I intend to train a language model from scratch. I have been following the tutorial on Hugging Face’s blog. However, when I tried to use their google Colab’s code, I had a memory exceeded error. Their Google Colab’s code uses the LineByLineTextDataset. After digging through the source code, it turns out that LineByLineTextDatasets loads the entire dataset eagerly. No wonder why I had a Memory Exceeded error. My dataset is larger than my RAM capacity.
The article hints that if my dataset is bigger than my capacity, I could “opt to load and tokenize examples on the fly, rather than as a preprocessing step.” However, I’m not certain how to achieve this. I will be very grateful if others can points me to the right direction, especially if I can still use the transformers.Trainer.
You can modify the LineByLineTextDataset to load each line at a time instead of loading the whole file. So basically your __getitem__ should return a single text example
At this line the examples are encoded into vectors. You can disable this and move the encoding to collate_batch function of DataCollatorForLanguageModeling.
In the collate function you can receive a List[str] instead of List[torch.Tensor], so take the list of text examples, encode them and then do the masking
I think this will slow down the training, but you can try. Hope this helps.
To be honest, I am not certain. The blog post hints that we do not need Tensorflow and I successfully reproduced the code after uninstalling Tensorflow in Google Colab (hinting that we’re using PyTorch). However, when I try to reproduce the code in Kaggle, the code only works if I do not uninstall Tensorflow, but maybe that’s because the Kaggle version is reproduced after HF 3.0 is rolled and something internally has changed and now requires Tensorflow
That’s a helpful pointer. I do have a question. Do we know how does the Trainer.__getitem__ is normally accessed? If I know it is accessed incrementally from index=0 until the last index, then maybe I can cache 1 million sentences at a time. But if they access it randomly, then the operation will be very expensive I/O wise since I have to constantly move the pointers.
@Batik so the easiest way to overcome all the RAM limitation will likely be to use the new nlp library which is specifically developed for that.
Jared, a community contributor, is actually adding right now a loader for text dataset which is probably exactly what you’ll need. You can follow the PR here: https://github.com/huggingface/nlp/pull/356
I’ll ping him as well (he’s not yet on the forum I think).
Ran into the same issue as you - TF datasets are greedy by default unless you use tf.data.Dataset.from_generator(), but that can cause performance issues if you’re not careful. I recently opened a PR to the huggingface/nlp library which maps a .txt file into sharded Apache Arrow formats, which can then be read lazily from disk. So after everything gets merged, you could do something like:
from nlp import load_dataset
dset = load_dataset("text", "/path/to/file.txt")["train"]
dset.set_format("tensorflow", columns=["text"])
def dataset_gen():
for ex in dset:
yield ex
tf_dataset = tf.data.Dataset.from_generator(dataset_gen, output_types={"text": tf.string})
I haven’t tested this exact code, but you get the gist. This should be relatively equivalent to LineByLineTextDataset. Follow https://github.com/huggingface/nlp/issues/315 for more info about dataset efficiency.
To add to @jaredtnielsen answers I think you shouldn’t have any issue of memory if you are using PyTorch + nlp, it will be fully lazy loading from the drive, almost nothing in RAM (just your current batch, plus the model of course)
Hello! I just wonder if there is an example for training a MLM with TensorFlow + TPU. I don’t want to train from scratch, but rather train for some additional steps on custom data from an existing model. Thank you.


— The problem —
Beginning with the line that holds "Localize each UI" in the data below, give again every line through the one that holds "Itemize the components", exactly as written.

Figure dataset records:
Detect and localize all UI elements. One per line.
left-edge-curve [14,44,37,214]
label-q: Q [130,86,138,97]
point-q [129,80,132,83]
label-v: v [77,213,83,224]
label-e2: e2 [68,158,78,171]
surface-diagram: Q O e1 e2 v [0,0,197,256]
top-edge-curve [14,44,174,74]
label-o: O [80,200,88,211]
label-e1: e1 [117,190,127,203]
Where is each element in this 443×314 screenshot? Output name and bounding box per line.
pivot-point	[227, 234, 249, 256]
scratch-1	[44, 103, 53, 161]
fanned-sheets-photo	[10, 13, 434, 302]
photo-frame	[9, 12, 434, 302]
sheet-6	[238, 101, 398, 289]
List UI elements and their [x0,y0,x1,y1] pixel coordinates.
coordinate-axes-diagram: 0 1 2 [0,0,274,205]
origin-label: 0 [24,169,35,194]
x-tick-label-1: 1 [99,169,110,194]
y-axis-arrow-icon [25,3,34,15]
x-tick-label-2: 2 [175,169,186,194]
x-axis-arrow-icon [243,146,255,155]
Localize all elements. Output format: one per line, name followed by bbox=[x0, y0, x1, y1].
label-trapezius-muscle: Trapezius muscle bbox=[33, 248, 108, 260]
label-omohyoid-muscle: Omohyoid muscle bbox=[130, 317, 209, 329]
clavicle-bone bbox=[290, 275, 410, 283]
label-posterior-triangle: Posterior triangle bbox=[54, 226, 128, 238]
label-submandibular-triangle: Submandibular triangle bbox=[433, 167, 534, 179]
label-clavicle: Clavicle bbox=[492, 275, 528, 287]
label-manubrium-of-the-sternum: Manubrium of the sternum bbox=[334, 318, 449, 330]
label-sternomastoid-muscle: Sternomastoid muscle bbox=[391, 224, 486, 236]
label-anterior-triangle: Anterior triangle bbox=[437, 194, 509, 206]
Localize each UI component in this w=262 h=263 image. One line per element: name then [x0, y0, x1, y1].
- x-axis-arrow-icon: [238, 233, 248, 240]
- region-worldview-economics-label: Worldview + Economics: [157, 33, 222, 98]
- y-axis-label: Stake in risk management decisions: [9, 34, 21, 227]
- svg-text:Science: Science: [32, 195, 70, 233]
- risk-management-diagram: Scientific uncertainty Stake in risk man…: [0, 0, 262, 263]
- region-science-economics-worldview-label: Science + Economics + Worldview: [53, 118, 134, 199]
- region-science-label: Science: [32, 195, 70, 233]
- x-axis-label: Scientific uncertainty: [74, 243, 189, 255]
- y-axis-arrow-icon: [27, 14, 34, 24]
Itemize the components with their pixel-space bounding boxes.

* * *

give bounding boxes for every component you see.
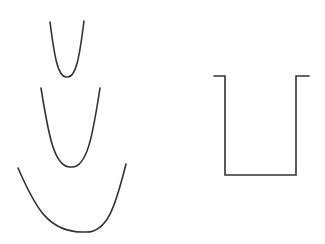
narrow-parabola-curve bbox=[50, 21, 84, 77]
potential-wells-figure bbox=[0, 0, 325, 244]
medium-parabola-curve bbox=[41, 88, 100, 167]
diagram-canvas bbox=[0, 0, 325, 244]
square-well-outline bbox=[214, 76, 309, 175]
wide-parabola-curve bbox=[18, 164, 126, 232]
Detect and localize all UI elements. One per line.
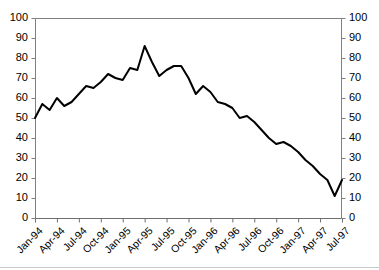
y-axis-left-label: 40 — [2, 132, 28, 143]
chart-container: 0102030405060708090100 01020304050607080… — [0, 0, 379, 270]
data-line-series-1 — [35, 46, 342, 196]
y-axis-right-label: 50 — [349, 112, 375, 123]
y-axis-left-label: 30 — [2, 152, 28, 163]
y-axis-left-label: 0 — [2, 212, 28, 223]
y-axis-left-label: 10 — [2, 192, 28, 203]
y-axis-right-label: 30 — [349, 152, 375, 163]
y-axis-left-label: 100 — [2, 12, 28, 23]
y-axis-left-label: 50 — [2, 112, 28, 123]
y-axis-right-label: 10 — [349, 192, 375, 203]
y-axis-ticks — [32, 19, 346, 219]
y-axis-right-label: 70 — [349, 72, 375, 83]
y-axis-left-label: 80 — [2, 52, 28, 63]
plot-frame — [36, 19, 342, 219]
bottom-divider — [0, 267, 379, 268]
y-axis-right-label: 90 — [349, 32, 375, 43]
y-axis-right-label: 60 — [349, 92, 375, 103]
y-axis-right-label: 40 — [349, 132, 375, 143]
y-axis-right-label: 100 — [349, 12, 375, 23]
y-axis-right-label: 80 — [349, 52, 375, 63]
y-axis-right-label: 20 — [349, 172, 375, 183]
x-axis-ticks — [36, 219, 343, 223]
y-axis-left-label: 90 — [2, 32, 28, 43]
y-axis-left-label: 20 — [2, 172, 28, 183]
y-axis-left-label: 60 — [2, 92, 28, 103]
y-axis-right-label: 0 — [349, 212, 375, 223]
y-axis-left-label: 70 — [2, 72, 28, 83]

==

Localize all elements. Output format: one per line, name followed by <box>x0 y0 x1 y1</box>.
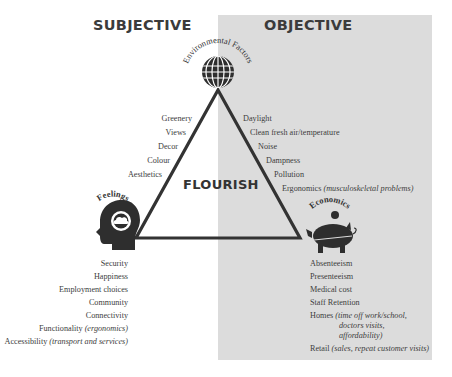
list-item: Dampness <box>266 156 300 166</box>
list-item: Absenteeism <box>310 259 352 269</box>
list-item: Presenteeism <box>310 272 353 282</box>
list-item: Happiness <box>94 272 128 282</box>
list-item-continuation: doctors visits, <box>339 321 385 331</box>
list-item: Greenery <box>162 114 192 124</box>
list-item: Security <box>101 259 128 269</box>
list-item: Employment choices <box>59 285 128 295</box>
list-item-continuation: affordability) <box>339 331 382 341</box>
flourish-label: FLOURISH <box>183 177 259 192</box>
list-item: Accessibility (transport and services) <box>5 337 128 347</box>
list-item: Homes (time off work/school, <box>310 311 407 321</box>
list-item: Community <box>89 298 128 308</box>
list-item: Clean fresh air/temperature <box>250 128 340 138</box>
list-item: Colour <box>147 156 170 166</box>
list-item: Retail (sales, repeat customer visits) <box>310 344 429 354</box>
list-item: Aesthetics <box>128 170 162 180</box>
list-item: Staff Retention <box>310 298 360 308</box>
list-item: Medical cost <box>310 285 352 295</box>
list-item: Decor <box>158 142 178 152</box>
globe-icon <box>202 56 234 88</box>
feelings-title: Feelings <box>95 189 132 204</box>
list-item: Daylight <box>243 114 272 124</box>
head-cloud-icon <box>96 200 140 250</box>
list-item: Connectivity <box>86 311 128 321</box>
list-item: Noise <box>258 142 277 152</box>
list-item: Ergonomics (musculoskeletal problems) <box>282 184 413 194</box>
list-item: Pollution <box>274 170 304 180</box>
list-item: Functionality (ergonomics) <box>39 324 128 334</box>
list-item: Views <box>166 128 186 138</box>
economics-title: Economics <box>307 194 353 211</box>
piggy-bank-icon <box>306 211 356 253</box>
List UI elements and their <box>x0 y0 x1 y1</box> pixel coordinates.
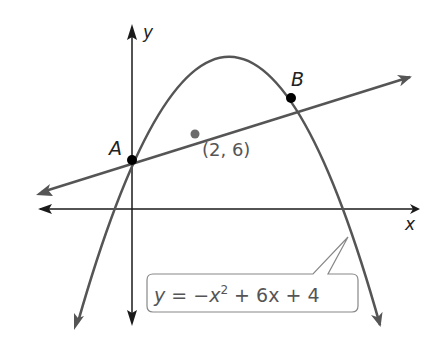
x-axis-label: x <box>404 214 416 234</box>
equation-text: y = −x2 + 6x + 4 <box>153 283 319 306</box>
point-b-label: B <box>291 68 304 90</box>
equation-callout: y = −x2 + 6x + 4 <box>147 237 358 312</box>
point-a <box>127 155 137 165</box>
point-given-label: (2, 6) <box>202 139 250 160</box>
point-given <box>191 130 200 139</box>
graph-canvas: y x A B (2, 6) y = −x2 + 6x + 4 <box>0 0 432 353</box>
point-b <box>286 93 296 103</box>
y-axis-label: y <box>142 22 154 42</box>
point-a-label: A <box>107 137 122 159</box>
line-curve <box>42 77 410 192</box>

— Exercise result —
Localize each UI component in this w=262 h=263 image. One line per element: name then [x0, y0, x1, y1].
- x-axis-arrow-icon: [238, 233, 248, 240]
- region-worldview-economics-label: Worldview + Economics: [157, 33, 222, 98]
- y-axis-label: Stake in risk management decisions: [9, 34, 21, 227]
- svg-text:Science: Science: [32, 195, 70, 233]
- risk-management-diagram: Scientific uncertainty Stake in risk man…: [0, 0, 262, 263]
- region-science-economics-worldview-label: Science + Economics + Worldview: [53, 118, 134, 199]
- region-science-label: Science: [32, 195, 70, 233]
- x-axis-label: Scientific uncertainty: [74, 243, 189, 255]
- y-axis-arrow-icon: [27, 14, 34, 24]
Itemize the components with their pixel-space bounding boxes.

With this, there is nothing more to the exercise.